The negative qualities of Dobbs had already surfaced in the mid-’40s in Bogart’s two wife-killing roles in Conflict and The Two Mrs. Carrolls. Perhaps drawing on his cruel gangster parts of the ’30s, and as age precluded even him from continuing forever as a romantic lead, he turned to a variety of parts, some negative—an unhinged captain in The Caine Mutiny, an escaped convict in the comedy We’re No Angels, a cruel killer in The Desperate Hours and a cynical sportswriter in The Harder They Fall.
Eric Lax also provides the commentary for The Treasure of the Sierra Madre, which is further supported by a making-of documentary and a profile of its director John Huston.
In the most recent film of the boxed set, and the only one in color, The African Queen, Bogart craftily combines a sloppy, stub-bearded boat captain (Charlie Allnut) with a romantic lead—of sorts. Spinster Rosie Sayer (Katharine Hepburn), whose brother (Robert Morley) dies from trauma incurred after an attack by German soldiers at the beginning of World War I, joins Charlie in traversing a river in his little boat with the temperamental boiler, the African Queen.
Each has work to do: Charlie to break through Rosie’s puritanical wall, and she, with perhaps an even more daunting task, to strengthen his weak backbone and convince him to embrace her scheme to sink a German gunboat, Queen Louisa, that patrols a large lake at the base of the river. Their growing friendship soon turns into love, and they work together to improvise two torpedoes from empty oxygen cylinders, affixing them to the bow of the African Queen.
The movie was filmed in Africa—on the Ruiki River in Tanzania, near the village of Butiaba and at Murchison Falls, both in Uganda. And filming was not accomplished without great difficulties, as Huston relates in his autobiography, An Open Book. Everything seemed to go wrong, evidence of the perils of filming on location. There were soldier ants, black wasp attacks, incessant rains, black mambas in the toilets, the little boat sank and everyone caught diarrhea, except Huston and Bogart, who credited their exemption to drinking scotch with their water.
The African Queen has one extra, a sixty-minute documentary “Embracing Chaos: The Making of The African Queen,” with Bacall once again, Tony Huston, Theodore Bikel, who played the first officer of the Queen Louisa, and, in archival footage, John Huston, Hepburn and the film’s cinematographer Jack Cardiff.

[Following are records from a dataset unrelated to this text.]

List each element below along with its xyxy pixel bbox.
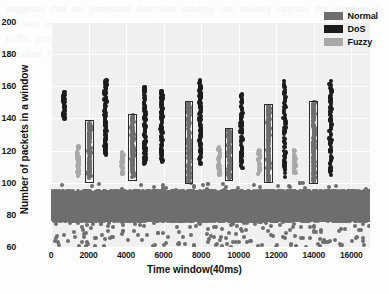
data-point-normal (156, 231, 160, 235)
data-point-normal (91, 222, 95, 226)
x-tick-label: 14000 (302, 250, 325, 260)
data-point-dos (239, 100, 243, 104)
data-point-normal (93, 244, 97, 247)
data-point-normal (148, 218, 152, 222)
data-point-dos (103, 79, 107, 83)
data-point-normal (257, 220, 261, 224)
data-point-dos (199, 133, 203, 137)
data-point-normal (174, 188, 178, 192)
data-point-normal (151, 244, 155, 247)
data-point-dos (143, 116, 147, 120)
data-point-normal (99, 222, 103, 226)
x-tick-label: 10000 (227, 250, 250, 260)
y-tick-label: 120 (0, 146, 16, 156)
legend-label-fuzzy: Fuzzy (348, 37, 373, 47)
data-point-normal (289, 242, 293, 246)
data-point-normal (301, 236, 305, 240)
data-point-normal (359, 228, 363, 232)
x-tick-label: 2000 (79, 250, 97, 260)
y-tick-label: 180 (0, 49, 16, 59)
data-point-normal (224, 236, 228, 240)
data-point-normal (80, 225, 84, 229)
data-point-normal (229, 245, 233, 247)
annotation-box (85, 120, 93, 183)
data-point-normal (236, 186, 240, 190)
data-point-normal (215, 242, 219, 246)
data-point-normal (138, 223, 142, 227)
data-point-dos (62, 97, 66, 101)
data-point-normal (188, 225, 192, 229)
data-point-normal (327, 185, 331, 189)
data-point-normal (299, 225, 303, 229)
data-point-normal (139, 183, 143, 187)
data-point-normal (72, 230, 76, 234)
data-point-dos (239, 163, 243, 167)
data-point-normal (54, 222, 58, 226)
data-point-dos (240, 106, 244, 110)
data-point-normal (301, 181, 305, 185)
data-point-fuzzy (258, 149, 262, 153)
data-point-dos (142, 90, 146, 94)
data-point-normal (106, 229, 110, 233)
legend-swatch-normal (324, 12, 343, 20)
data-point-fuzzy (216, 147, 220, 151)
annotation-box (185, 101, 194, 185)
data-point-normal (206, 182, 210, 186)
data-point-normal (73, 235, 77, 239)
data-point-normal (224, 185, 228, 189)
data-point-normal (308, 236, 312, 240)
data-point-normal (132, 229, 136, 233)
data-point-normal (368, 202, 370, 206)
data-point-dos (239, 93, 243, 97)
y-tick-label: 100 (0, 178, 16, 188)
data-point-normal (102, 244, 106, 247)
data-point-normal (361, 222, 365, 226)
data-point-normal (271, 234, 275, 238)
y-tick-label: 200 (0, 17, 16, 27)
x-tick-label: 4000 (117, 250, 135, 260)
data-point-normal (181, 235, 185, 239)
x-tick-label: 12000 (265, 250, 288, 260)
x-tick-label: 16000 (340, 250, 363, 260)
data-point-dos (143, 124, 147, 128)
data-point-normal (219, 235, 223, 239)
legend-item-normal: Normal (324, 11, 378, 21)
legend-item-fuzzy: Fuzzy (324, 37, 378, 47)
data-point-normal (261, 226, 265, 230)
y-tick-label: 80 (0, 210, 16, 220)
data-point-normal (367, 224, 370, 228)
data-point-normal (100, 233, 104, 237)
legend-item-dos: DoS (324, 24, 378, 34)
data-point-dos (329, 114, 333, 118)
data-point-normal (334, 184, 338, 188)
data-point-normal (60, 183, 64, 187)
data-point-normal (276, 184, 280, 188)
data-point-normal (136, 233, 140, 237)
annotation-box (309, 101, 318, 185)
data-point-fuzzy (120, 156, 124, 160)
data-point-dos (282, 129, 286, 133)
data-point-normal (278, 223, 282, 227)
data-point-normal (126, 238, 130, 242)
data-point-normal (140, 238, 144, 242)
data-point-normal (343, 227, 347, 231)
data-point-normal (66, 239, 70, 243)
data-point-normal (111, 225, 115, 229)
data-point-normal (316, 219, 320, 223)
data-point-dos (143, 129, 147, 133)
annotation-box (264, 104, 273, 183)
data-point-dos (160, 113, 164, 117)
y-gridline (51, 86, 370, 87)
data-point-dos (104, 125, 108, 129)
legend-swatch-dos (324, 25, 343, 33)
data-point-normal (269, 224, 273, 228)
data-point-normal (176, 242, 180, 246)
data-point-normal (142, 224, 146, 228)
data-point-normal (263, 219, 267, 223)
data-point-normal (227, 231, 231, 235)
data-point-dos (159, 156, 163, 160)
plot-area (51, 22, 370, 247)
data-point-dos (240, 128, 244, 132)
data-point-dos (283, 175, 287, 179)
y-gridline (51, 151, 370, 152)
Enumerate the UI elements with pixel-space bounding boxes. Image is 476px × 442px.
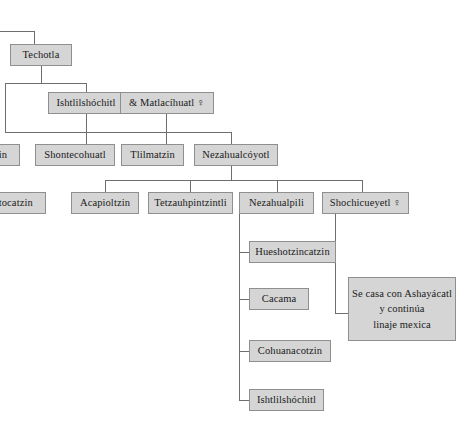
annotation-marriage-note[interactable]: Se casa con Ashayácatly continúalinaje m… xyxy=(348,277,456,341)
node-acapioltzin[interactable]: Acapioltzin xyxy=(71,192,139,214)
connector-ishtlilshochitl-up xyxy=(86,83,87,92)
annotation-line: y continúa xyxy=(349,301,455,316)
annotation-line: Se casa con Ashayácatl xyxy=(349,286,455,301)
node-ishtlilshochitl2[interactable]: Ishtlilshóchitl xyxy=(249,389,324,411)
node-nezahualpili[interactable]: Nezahualpili xyxy=(239,192,314,214)
connector-gen2-bus xyxy=(5,83,86,84)
node-tzin[interactable]: tzin xyxy=(0,144,20,166)
node-hueshotzincatzin[interactable]: Hueshotzincatzin xyxy=(249,241,336,263)
connector-gen2-bus-left-down xyxy=(5,83,6,132)
node-tetzauhpintzintli[interactable]: Tetzauhpintzintli xyxy=(148,192,233,214)
node-cohuanacotzin[interactable]: Cohuanacotzin xyxy=(249,340,331,362)
connector-matlacihuatl-down xyxy=(166,114,167,132)
connector-techotla-down xyxy=(41,66,42,83)
annotation-line: linaje mexica xyxy=(349,317,455,332)
connector-gen4-drop-tetzauhpintzintli xyxy=(190,180,191,192)
node-techotla[interactable]: Techotla xyxy=(10,44,72,66)
connector-nezahualcoyotl-down xyxy=(231,166,232,180)
node-ishtlilshochitl[interactable]: Ishtlilshóchitl xyxy=(48,92,124,114)
connector-gen3-drop-shontecohuatl xyxy=(86,132,87,144)
node-catocatzin[interactable]: catocatzin xyxy=(0,192,46,214)
node-shontecohuatl[interactable]: Shontecohuatl xyxy=(35,144,115,166)
node-nezahualcoyotl[interactable]: Nezahualcóyotl xyxy=(194,144,278,166)
connector-top-stub-v xyxy=(34,31,35,44)
connector-nezahualpili-spine xyxy=(239,214,240,400)
connector-shochicueyetl-to-annotation xyxy=(335,313,349,314)
family-tree-diagram: TechotlaIshtlilshóchitl& Matlacíhuatl ♀t… xyxy=(0,0,476,442)
connector-ishtlilshochitl-down xyxy=(86,114,87,132)
connector-gen4-bus xyxy=(105,180,362,181)
connector-gen3-drop-tlilmatzin xyxy=(166,132,167,144)
connector-top-stub-h xyxy=(0,31,34,32)
node-shochicueyetl[interactable]: Shochicueyetl ♀ xyxy=(322,192,409,214)
connector-shochicueyetl-spine xyxy=(335,214,336,314)
node-matlacihuatl[interactable]: & Matlacíhuatl ♀ xyxy=(120,92,214,114)
connector-gen3-bus xyxy=(5,132,232,133)
connector-gen4-drop-acapioltzin xyxy=(105,180,106,192)
connector-gen4-drop-shochicueyetl xyxy=(362,180,363,192)
node-tlilmatzin[interactable]: Tlilmatzin xyxy=(121,144,184,166)
connector-gen3-drop-nezahualcoyotl xyxy=(231,132,232,144)
node-cacama[interactable]: Cacama xyxy=(249,288,309,310)
connector-gen4-drop-nezahualpili xyxy=(277,180,278,192)
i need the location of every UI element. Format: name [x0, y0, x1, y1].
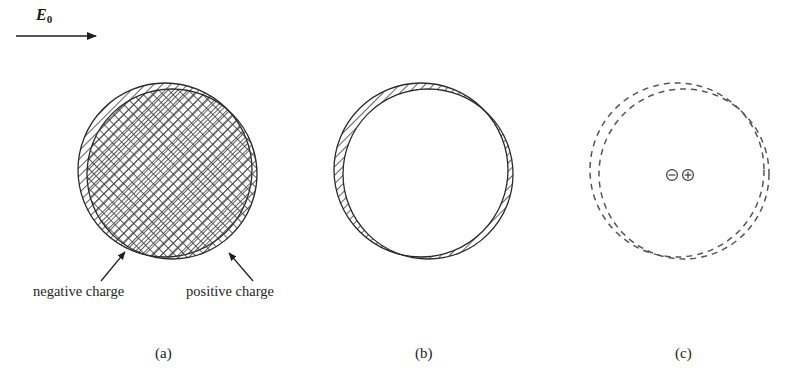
positive-cloud-hatch-a	[60, 60, 290, 300]
panel-b-group	[320, 60, 540, 300]
field-subscript: 0	[47, 13, 53, 25]
polarization-diagram	[0, 0, 812, 380]
caption-a: (a)	[155, 345, 172, 362]
dipole-positive-icon	[683, 170, 694, 181]
negative-cloud-outline-c	[590, 83, 764, 257]
dipole-negative-icon	[667, 170, 678, 181]
positive-charge-leader	[229, 253, 253, 281]
field-symbol: E	[36, 6, 47, 23]
negative-charge-label: negative charge	[33, 283, 124, 300]
panel-a-group	[60, 60, 290, 300]
panel-c-group	[590, 83, 769, 259]
negative-charge-leader	[101, 252, 125, 281]
figure-canvas: E0 negative charge positive charge (a) (…	[0, 0, 812, 380]
field-strength-label: E0	[36, 6, 52, 25]
positive-charge-label: positive charge	[186, 283, 274, 300]
caption-b: (b)	[415, 345, 433, 362]
caption-c: (c)	[675, 345, 692, 362]
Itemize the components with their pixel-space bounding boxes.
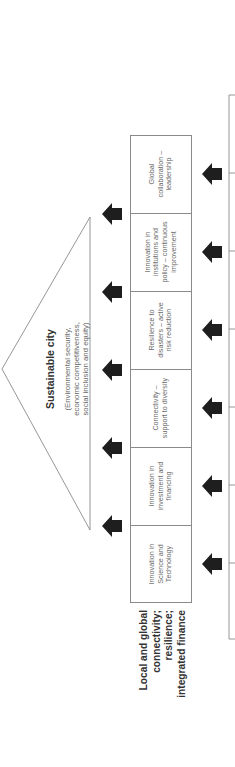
goal-subtitle-line: economic competitiveness, (72, 322, 81, 416)
diagram-graphics (0, 0, 235, 767)
block-arrow-up-icon (102, 359, 122, 381)
block-arrow-up-icon (102, 203, 122, 225)
pillar-line: leadership (165, 157, 174, 190)
pillar-line: financing (165, 472, 174, 501)
block-arrow-up-icon (202, 163, 222, 185)
pillar-text-resilience: Resilience to disasters – active risk re… (130, 291, 192, 369)
goal-text: Sustainable city (Environmental security… (37, 279, 97, 459)
pillar-line: risk reduction (165, 309, 174, 352)
foundation-label-line: resilience; (163, 610, 176, 660)
foundation-label: Local and global connectivity; resilienc… (136, 610, 190, 704)
block-arrow-up-icon (202, 397, 222, 419)
block-arrow-up-icon (202, 475, 222, 497)
pillar-text-science-technology: Innovation in Science and Technology (130, 525, 192, 603)
foundation-label-line: integrated finance (176, 610, 189, 698)
pillar-text-institutions-policy: Innovation in institutions and policy – … (130, 213, 192, 291)
block-arrow-up-icon (102, 515, 122, 537)
block-arrow-up-icon (202, 553, 222, 575)
pillar-text-global-collaboration: Global collaboration – leadership (130, 135, 192, 213)
block-arrow-up-icon (102, 281, 122, 303)
goal-subtitle-line: (Environmental security, (63, 322, 72, 416)
foundation-label-line: connectivity; (151, 610, 164, 673)
goal-title: Sustainable city (44, 329, 56, 409)
pillar-line: Technology (165, 546, 174, 582)
foundation-label-line: Local and global (138, 610, 151, 690)
block-arrow-up-icon (202, 319, 222, 341)
lower-arrow-row (202, 163, 222, 575)
foundation-bracket (229, 95, 235, 639)
goal-subtitle-line: social inclusion and equity) (81, 322, 90, 416)
upper-arrow-row (102, 203, 122, 537)
pillar-text-connectivity: Connectivity – support to diversity (130, 369, 192, 447)
block-arrow-up-icon (202, 241, 222, 263)
pillar-line: improvement (170, 231, 179, 273)
pillar-text-investment-financing: Innovation in investment and financing (130, 447, 192, 525)
block-arrow-up-icon (102, 437, 122, 459)
goal-subtitle: (Environmental security, economic compet… (63, 322, 90, 416)
pillar-line: support to diversity (161, 378, 170, 438)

As kind of a tally, three of the films were directed by Huston (all but Casablanca, which was directed by Michael Curtiz), all were made by Warner Bros. except The African Queen, two were photographed by Arthur Edeson (The Maltese Falcon and Casablanca) and two were scored by composer Max Steiner (Casablanca and The Treasure of the Sierra Madre).
If possibly incurring accusations of immodesty, Humphrey Bogart knew he was good and often said so. Roger Ebert didn’t have to announce it.
Sadly though, as good as these four films are, the fact remains that the guts of this presentation isn’t new. Merely the packaging has been changed. If you already have these from their own respective individual blu-ray release, there is no need to purchase them again. These are the same releases.
Only on the rare chance that you don’t should you entertain a purchase here, as even owning one of them individually offsets the meager savings presented in purchasing the four-pack. The inclusion of a new to blu release such as To Have and Have Not would have been ideal here. But we digress.
Review copy provided by Warner Bros. Thanks!